Early on in the crisis, there were allegations that the Rajus had created fictitious employees, and diverted the salaries of these non-existent individuals to their personal account. That would have been one way of taking money directly from the company, but would have worked at cross purposes with the strategy of inflating profits. I wasn't surprised when this allegation was disproved.

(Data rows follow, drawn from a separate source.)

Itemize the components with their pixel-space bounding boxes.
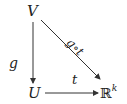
node-v: V: [27, 4, 38, 19]
node-rk-exponent: k: [112, 83, 117, 93]
node-u: U: [28, 86, 41, 101]
label-g: g: [9, 56, 18, 70]
label-t: t: [72, 73, 77, 86]
node-rk-base: ℝ: [100, 85, 112, 101]
node-rk: ℝk: [100, 86, 117, 100]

Ramalinga Raju provided us with a convincing motive for his actions, as well as an indication of how he went about defrauding shareholders. The SFIO has uncovered perfectly good evidence of bank deposits which did not exist, evidence that backs up Raju's original story. The Maytas episode also fits perfectly into this picture. Why, then, are the police and media trying to jam the pieces of evidence into a completely different jigsaw puzzle?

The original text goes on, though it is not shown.